Mr Blackwood informs me that he has been severely taken in hand for the publication of a letter of mine, concerning the management of the college library in this city; it is therefore doubtful whether he will print this; but as he is publisher of your best work, the "Tales of my Landlord," I dare say he must have some suspicion who you are, and will take care to transmit the MS. (if MS. it must remain) to your honoured hands. You have no idea what a splutter your amusing, but rather hasty novel, has created among the good people in this town. You know we have long been fond of literature—how could we be otherwise, with such a college in the midst of us?—but I lament to say our own attempts have our been in the main far from successful. We have tried some scores of "periodical publications," after the form of the Spectator, none of which have ever been spectators of a second year. We have also, now and then, made an effort to keep up a lively newspaper among us, but, somehow or other, the moment the paper begins to be taken in, the editor begins to be taken out, and as he himself fares better, the poor readers are obliged to fare worse. In short, the peculiar local jokes of our city have never been able to procure for themselves any indigenous publication, capable of giving them the smallest chance of immortality, but have been preserved, like the wisdom of the ancient Druids, by oral communication,—that is, have been handed down from one generation of bon vivants to another, the chief repositories of the present day being John Douglas, Dr Scott (he who has so often been in the mouths of the public), Veracity Cochrane the jeweller, Urquhart the barber, and your humble servant.
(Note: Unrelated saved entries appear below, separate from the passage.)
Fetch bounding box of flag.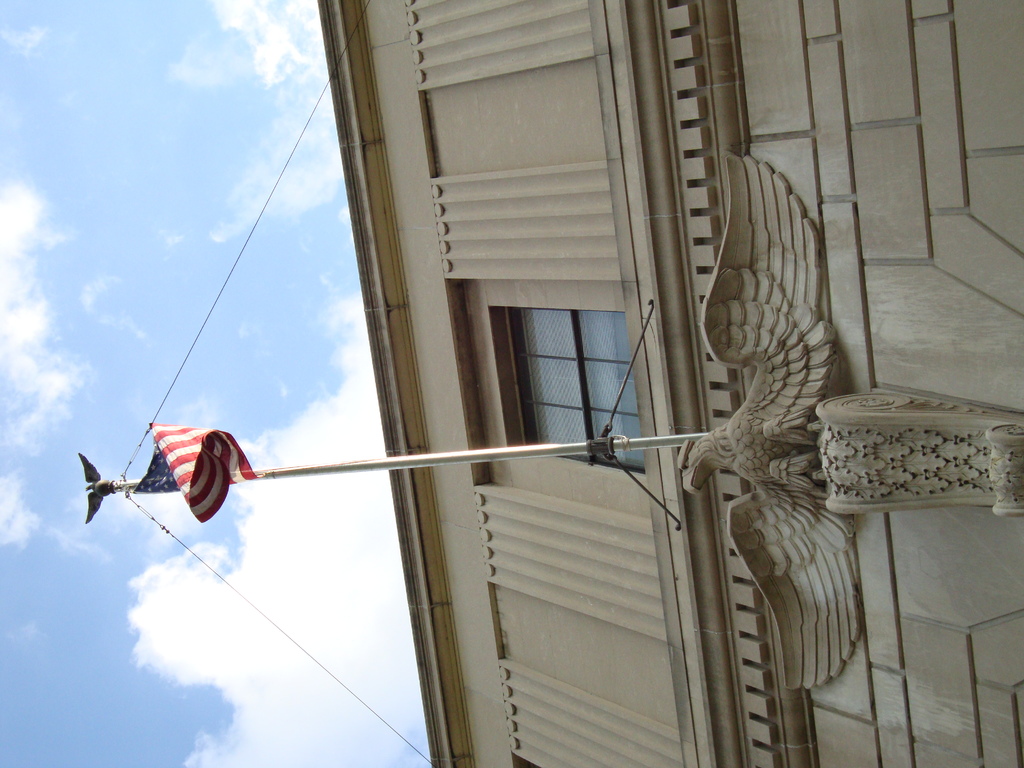
Bbox: l=136, t=419, r=264, b=523.
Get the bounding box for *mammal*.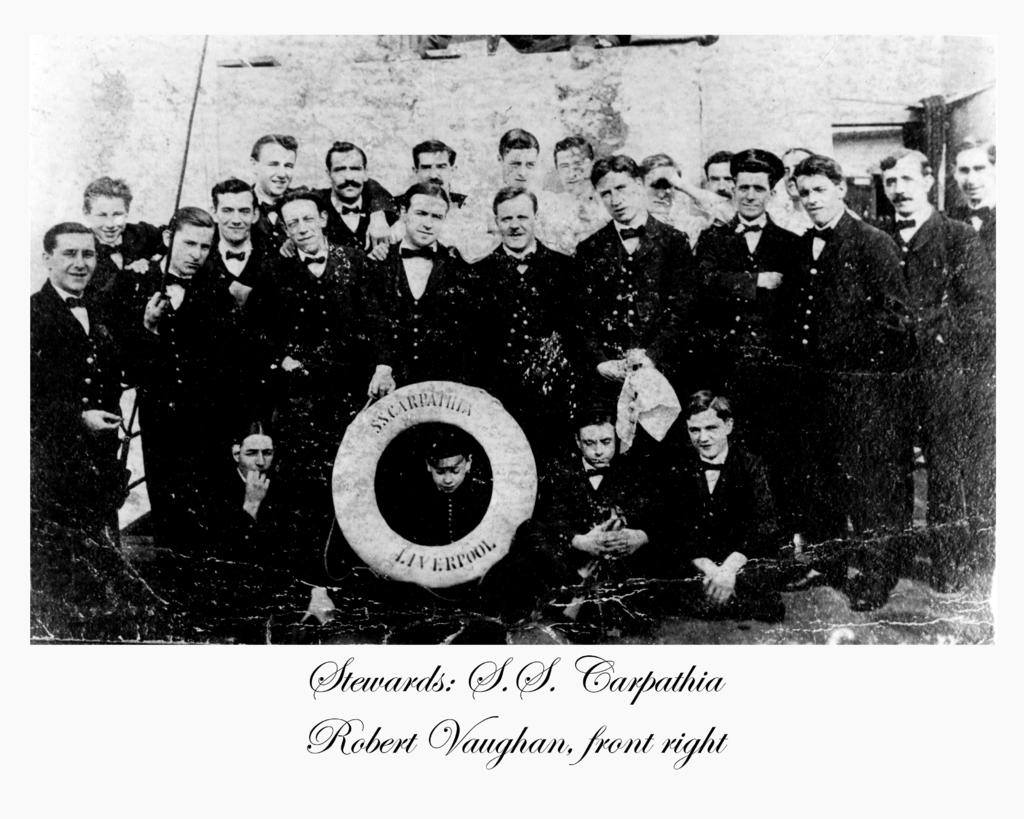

The appearance of your book was expected by us, like all the rest of the "reading public," with great anxiety; but little did we know how much more reason we had to gape for it, than any of the other inhabitants of the island. Little did we think that we ourselves were to be immortalized in Rob Roy! little did we guess that just at the time when "The Attic Stories" were expiring, (they can scarcely be said ever to have been alive), just at the time when the Chronicle was beginning to lose all its point (for Duncan Whip appears to be quite defunct), we should be taken in hand by a writer of so much importance as the author of "Waverly" and "Old Mortality." Dear sir, I wish you had come out and a visit the week your paid me book came out. The whole town was in a tumult. You could not walk along the Trongate without jostling your way through hosts of roaring citizens, all alike transported into

  1. Mr Lamb observes of the tragedy, "all the several parts of the dreadful apparatus, with which the Duchess's death is ushered in, are not more remote from the conceptions of ordinary vengeance, than the strange character of suffering which they seem to to bring upon their victim is beyond the imagination of ordinary poets. As they are not like inflictions of this life, so her language seems not of this world. She has lived among horrors till she is become 'native and endowed into that element.' She speaks the dialect of despair—her tongue has a smatch of Tartarus and the souls in bale! What are Luke's iron crown, the brazen bull of Phalaris, Procrustes' bed, to the waxen images which counterfeit death, the wild masque of madmen, the tomb-maker, the bell-man, the living person's dirge, the mortification by degrees!" Specimen of English Dramatic Poets, &c.